Carl Hiaasen – Sick Puppy

The governor grinned. “Let me guess. Robert Clapley intends to build a public school on Shearwater Island.”

“I expect he’ll be receptive to the idea, yes.”

“But school buses are heavy vehicles, aren’t they?”

“Especially when they’re full, that’s absolutely right.” Palmer Stoat was pleased. There was hope yet for Dick Artemus. “You can’t have a bus loaded with innocent little kids going back and forth across the bay on a rickety old bridge.”

“Too dangerous,” the governor agreed.

“Risky as hell. And how can you put a price tag on a child’s safety?”

“You can’t,” said Dick Artemus.

Stoat’s voice rose melodramatically to the occasion. “Try telling Mom and Dad that little Jimmy doesn’t deserve a safe new bridge for his first school bus ride to Shearwater Elementary. See if they don’t think twenty-eight million dollars is a small price to pay… ”

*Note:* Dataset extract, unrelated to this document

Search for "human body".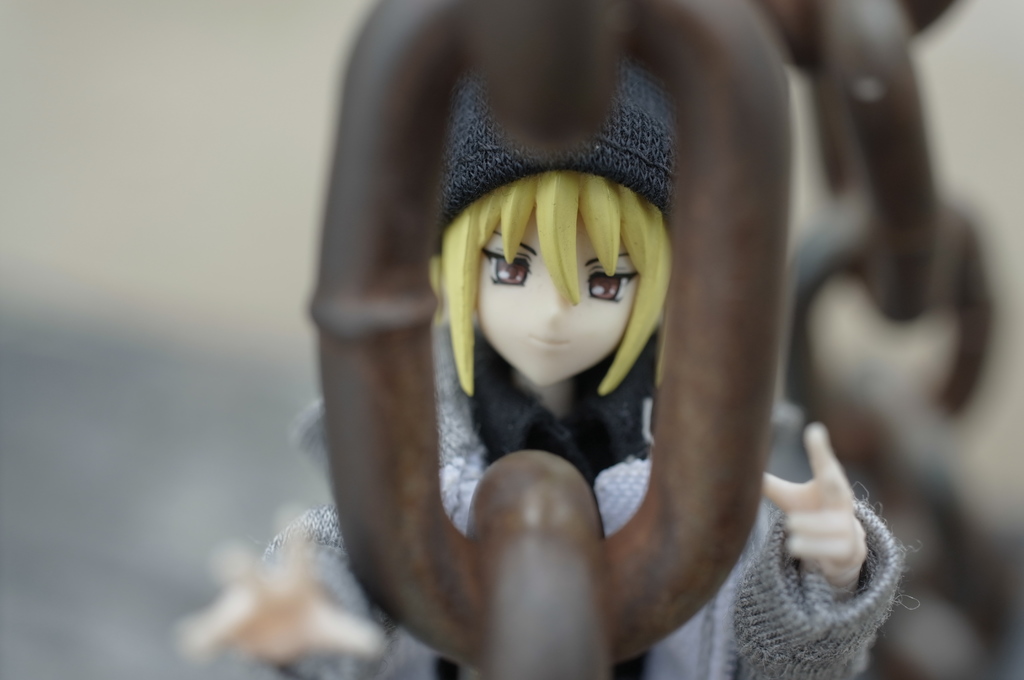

The governor’s eyes twinkled. “You’re a stone genius, Palmer.”

“Not so fast. We’ve got lots of phone calls to make.”

The governor canted one eyebrow. “We?”

“Hell, Dick, you said you liked dogs.”

This is craziness, thought Dick Artemus, whacko world. That he was even considering such a scheme was a measure of how desperately he wanted to keep Palmer Stoat on his side.

Said the governor: “I assume Bob Clapley’s on board for all this nonsense.”

“Oh, I’ll handle Clapley,” Stoat said with the flick of a hand. “He doesn’t give a damn how he gets the bridge, as long as he gets it. Don’t you worry about Clapley.”

“Fine, then.”

“In fact, I’d keep my distance from him until we get this ironed out.”

“You’re the man, Palmer.”

They talked about basketball and hunting and women until they were done with dessert, homemade pecan pie topped with vanilla ice cream. Stoat was putting on his coat when the governor said: “Your kooky dognapper—how do you know he’s not fulla shit?”

“Because he sent me a goddamn ear, that’s how,” Stoat said. “An ear off a real dog.”

The governor was dumbfounded. “Yours?”

“I don’t know for sure. It’s very possible,” Stoat acknowledged, “but even if it isn’t Boodle’s ear, you see what I’m up against. He hacked the damn thing off a dog, some dog somewhere. That’s the point. An actual ear, Dick, which he then sent to me via Federal fucking Express. Just so you appreciate what we’re dealing with.”

“Yes. I get the picture.” The governor looked shaken. He was thinking: Again with the “we”?

11

Palmer took Desie to a seafood restaurant on Las Olas Boulevard, where she was so distracted by his table manners that she hardly ate a bite. He’d ordered two dozen oysters, slurping them with such sibilant exuberance that customers at nearby tables had fallen silent in disgust. Now Palmer was arranging the empty oyster shells around the rim of his plate, six identical piles of four. He was chattering away, seemingly unaware of his deviant tidying. Desie was as perplexed as she was embarrassed. Wasn’t this the same slob who had, on the drive to the restaurant, lobbed an empty coffee cup and three handfuls of junk mail out of the Range Rover? Desie didn’t know the clinical name of her husband’s disorder, but the symptoms were not subtle; anything he couldn’t eat, drink or reorganize got chucked.

“You’re not listening to me,” said Palmer Stoat.

“Sorry.”

“What’re you staring at?”

“Nothing.”

“Is there something wrong with your scrod?”

“It’s fine, Palmer. Go on, now. Tell me what Dick said.”

“He said he’ll do it.”

“Are you serious?” Desie had assumed there was no chance.

“For me, he’ll do it,” said Stoat self-importantly. “He’ll kill the bridge.”

“That’s fantastic.”

“Yeah, well, it’s gonna cost me big-time. Bob Clapley’ll want my testicles on a key chain before this is over, and he won’t be alone. Twenty-eight million bucks buys an army of enemies, Des.”

She said, “What’s more important—another stupid golf resort or saving your dog’s life?”

“Fine. Fine. When do we get the big guy back?”

“When it makes the newspapers, about the bridge veto. That’s when the kidnapper will let Boodle go. He said he’ll be in touch in the meantime.”

“Wonderful.” Stoat signaled for the check. “Too bad you didn’t get his name.”